On 30.03.2016 00:03, Brett Cannon wrote:
 
I cannot believe that the current representation is so
bad and has been for so long and nobody, really nobody, has anything
done about it.

[...] pathlib.Path is a better representation of a path than a plain string and that strings on their own are nothing that special in terms of representing a string that demands we defend it on its own grounds as such.

I agree with the first part.

I disagree with the second (assuming you mean "representing a path"). Strings are extremely useful for informal working like exploration, debugging etc.


 
I think most "practicality beats purity" folks don't want that either.
They are just bloody lazy. They actually want the benefits of both, the
pure datastructure with its convenience methods and the dirty str-like
thing with its convenience methods.

People don't like it when somebody takes one bag of convenience away
from them if they easily can have both. ;-)

That's fine, but I also don't want to have the worry of latent bugs lurking in code either due to implicit type compatibility and so that clashes in this instance.

Could you give an example here?


Sure, but that doesn't mean the situation can't be improved. You can also get the string out of Path objects to hack on, but that doesn't mean you should be shipping paths around in your code as strings either. I'm not saying you *can't* use strings to represent a path, just that it isn't the best option available from a higher-level perspective.

Let me think of a recommendation here. I personally find the proposed idiom quite cumbersome and ugly but that's just me. However, it is basically not better than "latent bugs lurking in code" due to inheritance. Wrapping stuff up just because we don't know if it's a string or a path is always a bad idea.

In pathlibs current form, this would give use a recommendation for application developers:

1) pass a path if you need path methods
2) pass a path.path if you want to do string manipulations
3) don't try both at the same time

Would this makes sense?

 
Selling pathlib with the "getattr(path, 'path', path)" idiom is not
going to help those fellows. I mean, are you serious? It looks
ridiculous. :-/

I disagree.

That's fine but that's something I would call toiled paper programming. Wrapping things up until it doesn't smell anymore. Seems like here I am the purist. ;-)
So, having only one place (the stdlib) dealing with this inconvenience would make things less worse I suppose.


I suspect simple fixes like updating the docs and using `getattr(p, 'path', p)` in the right places will be the kind of quick fixes the GitHub migration will encourage.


**Exercise brief:**
Omit every picture, then give all the entries again exactly.
*** Dataset records Section Begins ***
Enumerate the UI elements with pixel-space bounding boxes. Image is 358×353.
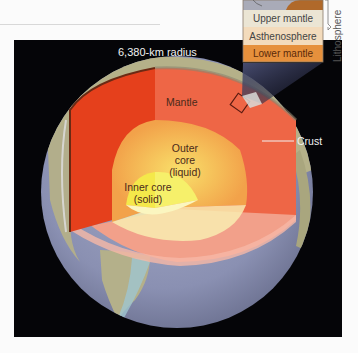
outer-core-label: Outer core (liquid) — [168, 142, 202, 178]
crust-label: Crust — [297, 135, 322, 147]
outer-core-label-line1: Outer — [168, 142, 202, 154]
radius-label: 6,380-km radius — [118, 46, 197, 58]
outer-core-label-line3: (liquid) — [168, 166, 202, 178]
inner-core-label: Inner core (solid) — [118, 181, 178, 205]
lithosphere-label-container: Lithosphere — [330, 0, 344, 62]
inset-layer-labels: Upper mantle Asthenosphere Lower mantle — [243, 0, 323, 63]
inset-asthenosphere-label: Asthenosphere — [243, 28, 323, 45]
mantle-label: Mantle — [166, 96, 198, 108]
inner-core-label-line2: (solid) — [118, 193, 178, 205]
inner-core-label-line1: Inner core — [118, 181, 178, 193]
lithosphere-label: Lithosphere — [332, 10, 343, 62]
inset-lower-mantle-label: Lower mantle — [243, 45, 323, 62]
inset-upper-mantle-label: Upper mantle — [243, 10, 323, 27]
outer-core-label-line2: core — [168, 154, 202, 166]
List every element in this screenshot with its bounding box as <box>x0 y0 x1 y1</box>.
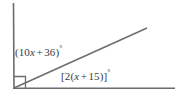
interior-angle-operator: + <box>35 46 44 58</box>
base-angle-constant: 15 <box>88 70 99 82</box>
interior-angle-coefficient: 10 <box>19 46 30 58</box>
interior-angle-label: (10x+36)° <box>15 46 63 58</box>
right-angle-marker <box>14 77 26 89</box>
base-angle-degree-symbol: ° <box>107 68 110 77</box>
interior-angle-degree-symbol: ° <box>59 44 62 53</box>
geometry-figure: (10x+36)° [2(x+15)]° <box>0 0 182 99</box>
interior-angle-constant: 36 <box>44 46 55 58</box>
vertical-ray <box>14 3 15 89</box>
base-angle-label: [2(x+15)]° <box>61 70 110 82</box>
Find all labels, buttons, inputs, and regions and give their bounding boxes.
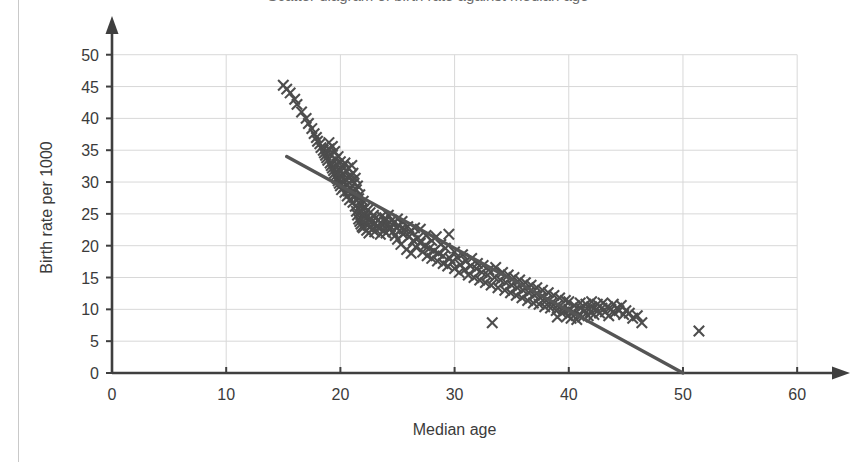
scatter-chart: 051015202530354045500102030405060Median …: [0, 0, 856, 462]
trend-line: [287, 157, 683, 373]
svg-text:0: 0: [108, 386, 117, 403]
svg-text:0: 0: [90, 365, 99, 382]
svg-text:60: 60: [788, 386, 806, 403]
svg-text:15: 15: [81, 270, 99, 287]
chart-svg: 051015202530354045500102030405060Median …: [0, 0, 856, 462]
chart-page: Scatter diagram of birth rate against me…: [0, 0, 856, 462]
svg-text:10: 10: [81, 301, 99, 318]
svg-text:20: 20: [81, 238, 99, 255]
svg-text:Median age: Median age: [413, 421, 497, 438]
svg-text:50: 50: [81, 47, 99, 64]
svg-text:45: 45: [81, 79, 99, 96]
svg-text:20: 20: [331, 386, 349, 403]
svg-text:35: 35: [81, 142, 99, 159]
axes: [106, 16, 851, 380]
svg-text:10: 10: [217, 386, 235, 403]
svg-text:30: 30: [81, 174, 99, 191]
svg-text:40: 40: [560, 386, 578, 403]
svg-text:Birth rate per 1000: Birth rate per 1000: [38, 141, 55, 274]
svg-text:40: 40: [81, 110, 99, 127]
svg-text:50: 50: [674, 386, 692, 403]
svg-text:5: 5: [90, 333, 99, 350]
svg-text:25: 25: [81, 206, 99, 223]
svg-text:30: 30: [446, 386, 464, 403]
*** Dataset records Section Ends ***
**Written solution:**
Enumerate the UI elements with pixel-space bounding boxes. Image is 358×353.
outer-core-label: Outer core (liquid) — [168, 142, 202, 178]
crust-label: Crust — [297, 135, 322, 147]
outer-core-label-line1: Outer — [168, 142, 202, 154]
radius-label: 6,380-km radius — [118, 46, 197, 58]
outer-core-label-line3: (liquid) — [168, 166, 202, 178]
inner-core-label: Inner core (solid) — [118, 181, 178, 205]
lithosphere-label-container: Lithosphere — [330, 0, 344, 62]
inset-layer-labels: Upper mantle Asthenosphere Lower mantle — [243, 0, 323, 63]
inset-asthenosphere-label: Asthenosphere — [243, 28, 323, 45]
mantle-label: Mantle — [166, 96, 198, 108]
inner-core-label-line2: (solid) — [118, 193, 178, 205]
inner-core-label-line1: Inner core — [118, 181, 178, 193]
lithosphere-label: Lithosphere — [332, 10, 343, 62]
inset-lower-mantle-label: Lower mantle — [243, 45, 323, 62]
inset-upper-mantle-label: Upper mantle — [243, 10, 323, 27]
outer-core-label-line2: core — [168, 154, 202, 166]
List every element in this screenshot with its bounding box as <box>x0 y0 x1 y1</box>.
interior-angle-operator: + <box>35 46 44 58</box>
base-angle-constant: 15 <box>88 70 99 82</box>
interior-angle-coefficient: 10 <box>19 46 30 58</box>
interior-angle-label: (10x+36)° <box>15 46 63 58</box>
right-angle-marker <box>14 77 26 89</box>
base-angle-degree-symbol: ° <box>107 68 110 77</box>
interior-angle-degree-symbol: ° <box>59 44 62 53</box>
geometry-figure: (10x+36)° [2(x+15)]° <box>0 0 182 99</box>
interior-angle-constant: 36 <box>44 46 55 58</box>
vertical-ray <box>14 3 15 89</box>
base-angle-label: [2(x+15)]° <box>61 70 110 82</box>
Find all labels, buttons, inputs, and regions and give their bounding boxes.
scatter-chart: 051015202530354045500102030405060Median …: [0, 0, 856, 462]
trend-line: [287, 157, 683, 373]
svg-text:0: 0: [108, 386, 117, 403]
svg-text:0: 0: [90, 365, 99, 382]
svg-text:60: 60: [788, 386, 806, 403]
svg-text:15: 15: [81, 270, 99, 287]
chart-svg: 051015202530354045500102030405060Median …: [0, 0, 856, 462]
chart-page: Scatter diagram of birth rate against me…: [0, 0, 856, 462]
svg-text:10: 10: [81, 301, 99, 318]
svg-text:20: 20: [81, 238, 99, 255]
svg-text:Median age: Median age: [413, 421, 497, 438]
svg-text:50: 50: [81, 47, 99, 64]
svg-text:45: 45: [81, 79, 99, 96]
svg-text:20: 20: [331, 386, 349, 403]
svg-text:35: 35: [81, 142, 99, 159]
axes: [106, 16, 851, 380]
svg-text:10: 10: [217, 386, 235, 403]
svg-text:30: 30: [81, 174, 99, 191]
svg-text:40: 40: [560, 386, 578, 403]
svg-text:Birth rate per 1000: Birth rate per 1000: [38, 141, 55, 274]
svg-text:40: 40: [81, 110, 99, 127]
svg-text:50: 50: [674, 386, 692, 403]
svg-text:5: 5: [90, 333, 99, 350]
svg-text:25: 25: [81, 206, 99, 223]
svg-text:30: 30: [446, 386, 464, 403]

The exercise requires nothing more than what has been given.